Burris, Lona on his arm, kept his face taut. Get a good look at us, he thought sharply. The couple of the century, we are. The mutilated starman and the hundred-baby virgin mother. The show of the epoch.
They were looking, all right. Burris felt the eyetracks crossing his earless jaw, passing over his click-click eyelids and his rearranged mouth. He astounded himself by his own lack of response to their vulgar curiosity. They were looking at Lona, too, but she had less to offer them, since her scars were inward ones.
Suddenly there was commotion to Burris’s left.
An instant later Elise Prolisse burst from the crowd and hurtled toward him, crying harshly, “Minner! Minner!”
She looked like a she-berserker. Her face was bizarrely painted in a wild and monstrous parody of adornment: blue cheekstripes, red flanges over her eyes. She had shunned sprayon and wore a gown of some rustling, seductive natural fabric, cut low to reveal the milk-white globes of her breasts. Hands tipped with shining claws were outstretched.
“I’ve tried to get to you,” she panted. “They wouldn’t let me near you. They—”
Aoudad cut toward them. “Elise—”
She slashed his cheek with her nails. Aoudad reeled back, cursing, and Elise turned to Burris. She looked venom at Lona. She tugged at Burris’s arm and said, “Come away with me. Now that I’ve found you again I won’t let go.”
“Get your hand off him!” From Lona. The syllables tipped with whirling blades.
The older woman glared at the girl. Burris, baffled, thought they would fight. Elise weighed at least forty pounds more than
Lona, and, as Burris had good reason to know, she was fiercely strong. But Lona had unsuspected strengths, too.
A scene in the lobby, he thought with curious clarity. Nothing will be spared us.
“I love him, you little bitch!” Elise cried hoarsely.

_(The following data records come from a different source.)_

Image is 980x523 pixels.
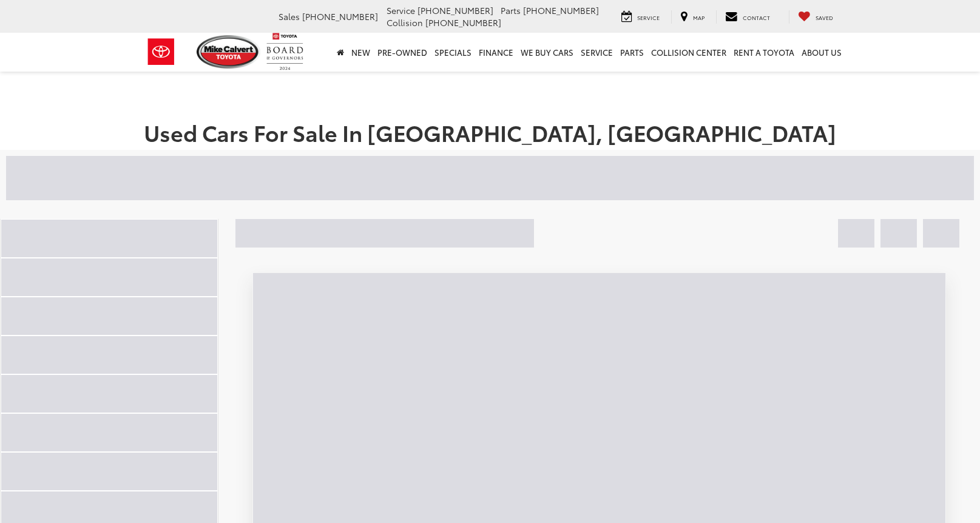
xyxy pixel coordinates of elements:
[648,32,730,72] a: Collision Center
[517,32,577,72] a: WE BUY CARS
[387,16,423,29] span: Collision
[616,32,648,72] a: Parts
[373,32,431,72] a: Pre-Owned
[637,13,660,21] span: Service
[387,4,415,16] span: Service
[816,13,833,21] span: Saved
[475,32,517,72] a: Finance
[501,4,521,16] span: Parts
[302,10,378,23] span: [PHONE_NUMBER]
[417,4,493,16] span: [PHONE_NUMBER]
[197,35,261,69] img: Mike Calvert Toyota
[798,32,845,72] a: About Us
[612,10,669,24] a: Service
[730,32,798,72] a: Rent a Toyota
[523,4,599,16] span: [PHONE_NUMBER]
[692,13,705,21] span: Map
[577,32,616,72] a: Service
[333,32,348,72] a: Home
[743,13,770,21] span: Contact
[716,10,779,24] a: Contact
[789,10,842,24] a: My Saved Vehicles
[431,32,475,72] a: Specials
[425,16,501,29] span: [PHONE_NUMBER]
[348,32,373,72] a: New
[279,10,300,23] span: Sales
[138,32,183,72] img: Toyota
[671,10,714,24] a: Map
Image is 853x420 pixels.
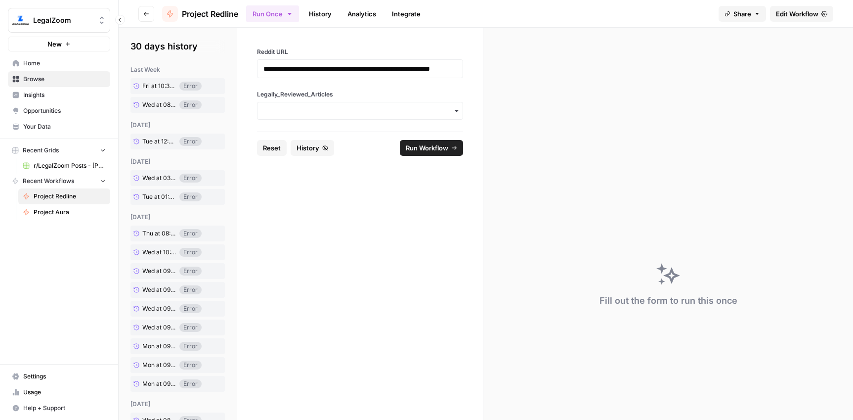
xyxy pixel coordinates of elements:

Lona did not answer. But her hand moved out in a quick chopping gesture toward Elise’s outstretched arm. Edge of hand collided with fleshy forearm in a quick crack. Elise hissed. She pulled back her arm. The hands formed claws again. Lona, squaring away, flexed her knees and was ready to leap.
All this had taken only seconds. Now the startled bystanders moved. Burris himself, after early paralysis, Stepped in the way and shielded Lona from Elise’s fury. Aoudad seized one of Elise’s arms. She tried to pull it free, and her bare breasts quivered in the effort. Nikolaides moved in on the other side. Elise screamed, kicked, pulled. A circle of robot bellhops had formed. Burris watched as they dragged Elise away.
Lona leaned against an onyx pillar. Her face was deeply flushed, but otherwise not even her makeup was disarranged. She looked more startled than frightened.
“Who was that?” she asked.
“Elise Prolisse. The widow of one of my shipmates.”
“What did she want?”
“Who knows?” Burris lied.
Lona was not fooled. “She said she loved you.”
“It’s her privilege. I guess she’s been under great stress.”
“I saw her in the hospital. She visited you.” Green flames of jealousy flickered across Lona’s face. “What does she want from you? Why did she make that scene?”
Aoudad came to his rescue. Holding a cloth to his bloodied cheek, he said, “We’ve given her a sedative. She won’t bother you again. I’m terribly sorry about this. A silly, hysterical fool of a woman—”
“Let’s go back upstairs,” said Lona. “I don’t feel like eating in the Galactic Room now.”
“Oh, no,” Aoudad said. “Don’t cancel out. I’ll give you a relaxer and you’ll feel better in no time. You mustn’t let a stupid episode like that spoil a wonderful evening.”
“At least let’s get out of the lobby,” Burris said shortly.